The Wrath (Revelation 15, 16)

There are a few traditional ways of reading Revelation. Some see it as merely a coded look at the events of John’s day and the fall of Jerusalem. Some see it as a key to the entire history of the church age from John’s day up to today (and perhaps beyond.) Others see it nothing more than a symbolic parable of life. Finally, most see it as a revelation of what will happen at the end of time. I’ve already talked about my frustration with limiting this book to the end times, but you can’t see it as just a spiritual metaphor. The book claims to be a revelation about the end times, so it is.

Where we miss out on all the book has to offer us is when we think that it is just there to speak to the end times.
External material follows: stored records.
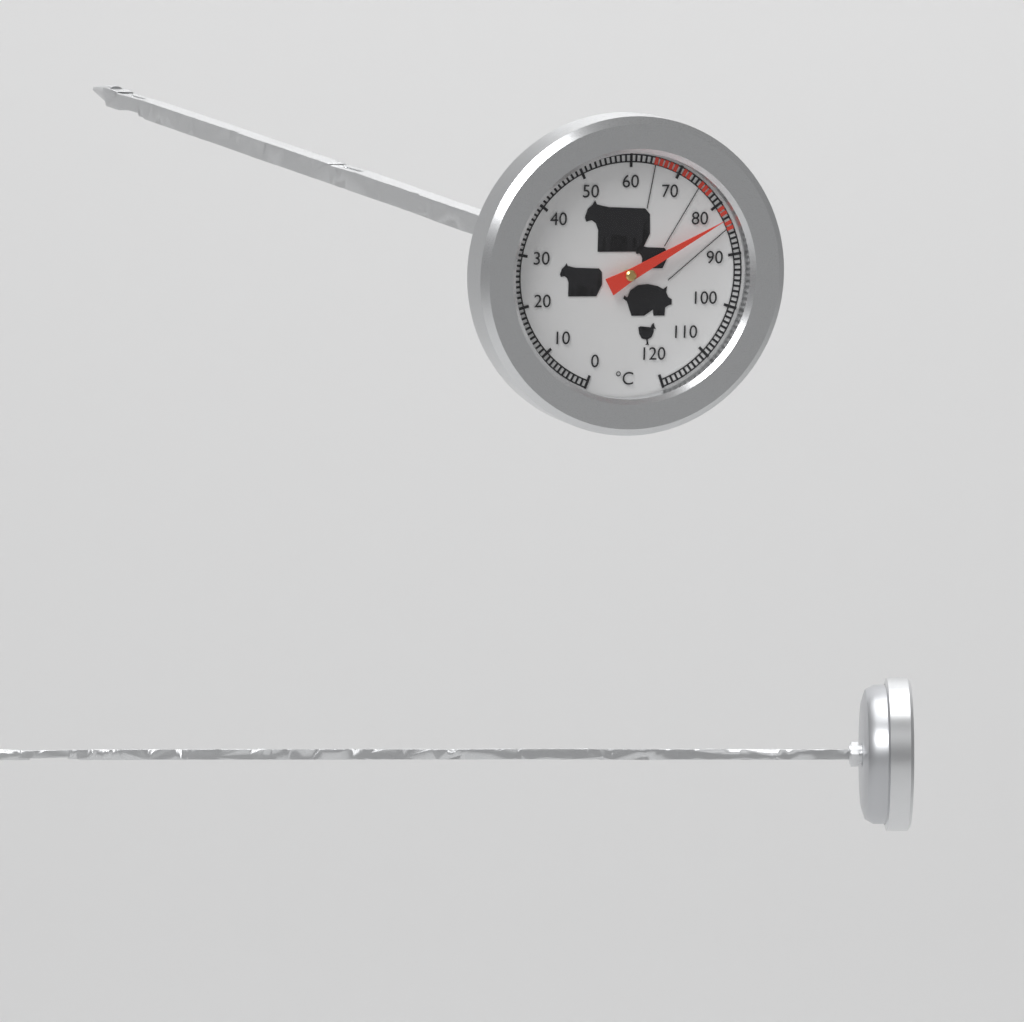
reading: 83 °C
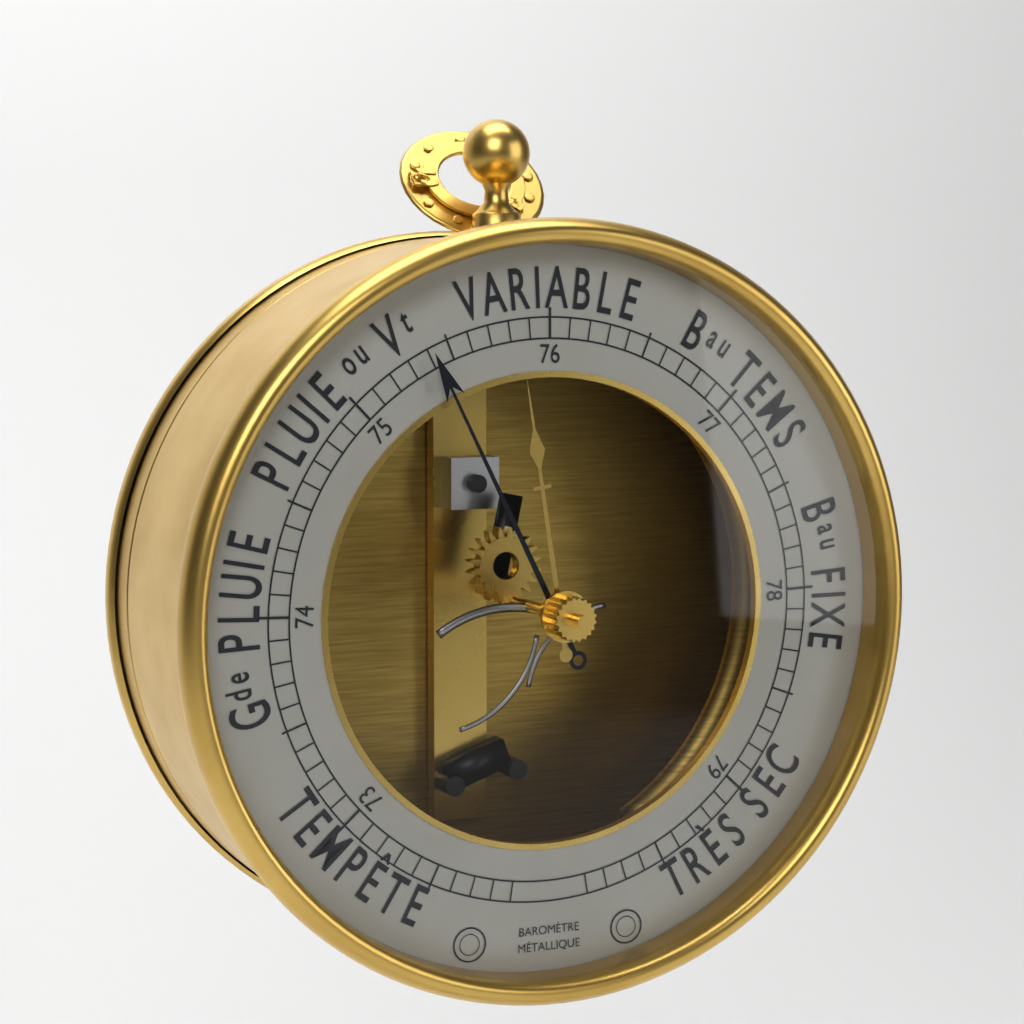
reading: 75.4 (no unit)
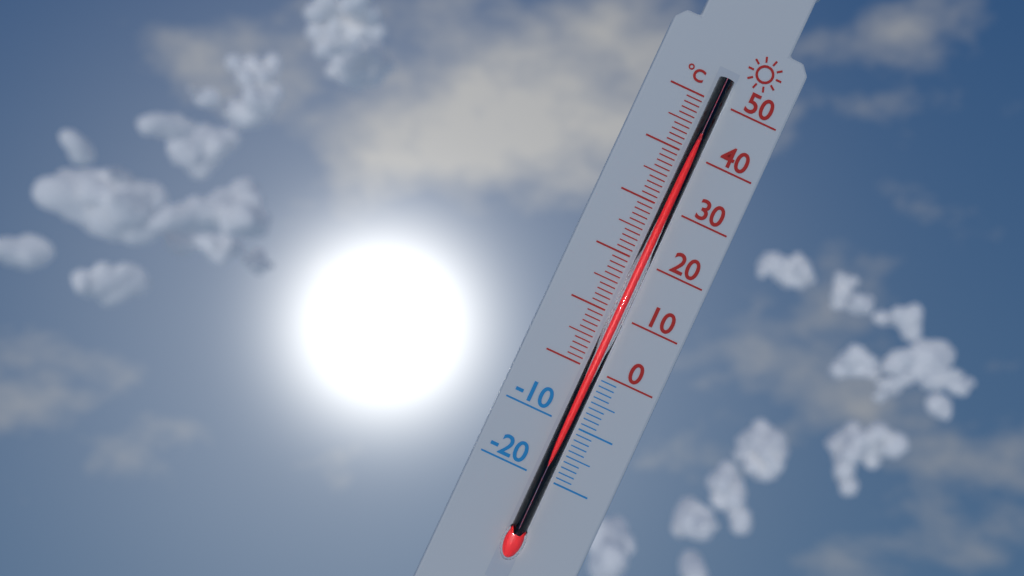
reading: 42 °C
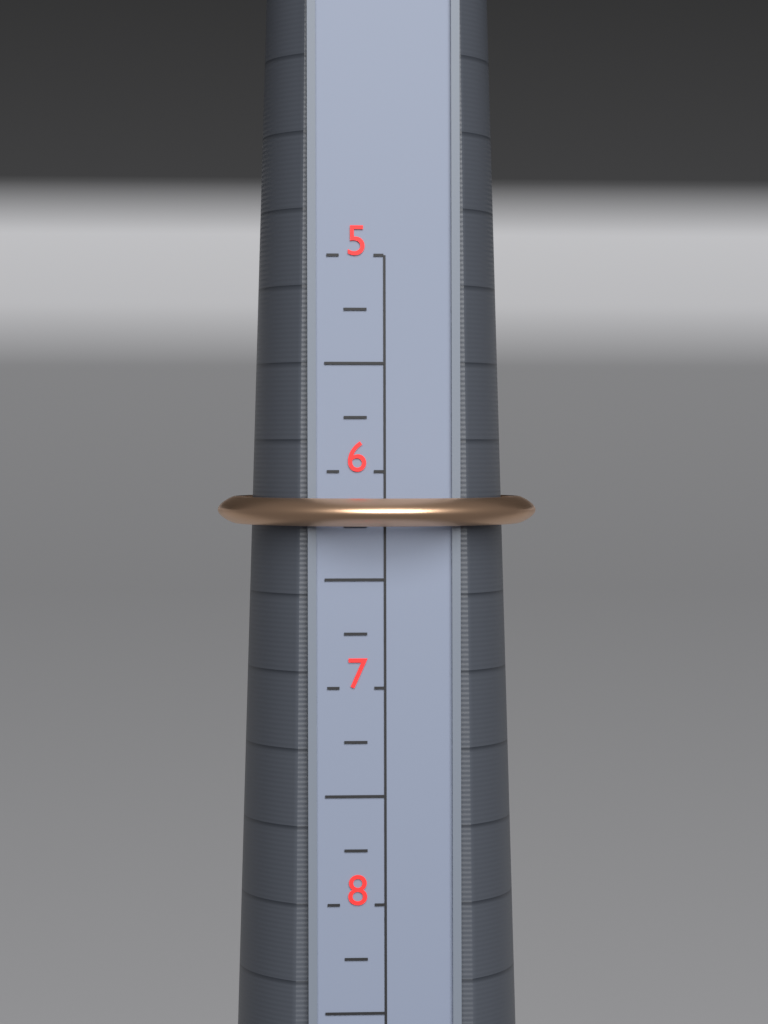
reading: 6.25 (no unit)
Even worse, when we engage in the tempting game of trying to decode the prophecy rather than see how it applies to us in whatever place we find ourselves in church history.

One futurist kept this in mind when he got to this point of the book:

“How little we can say of all these awful scenes of wrath coming upon the earth. It is far better to acknowledge our ignorance in some of these matters than to indulge in fanciful speculations.” -Arno C. Gaebelein

In chapters 15 and 16, we reach the end. Not of time, or of the Revelation, but the end of God’s patience. This is the third cycle of “signs” following the opening of the seals and the warning blasts of the trumpets. Now we see the actual wrath of God against a rebellious and unrepentant creation. It is pointless to try to figure out what that will look like when it comes. Suffice it to say, you hope you never find out!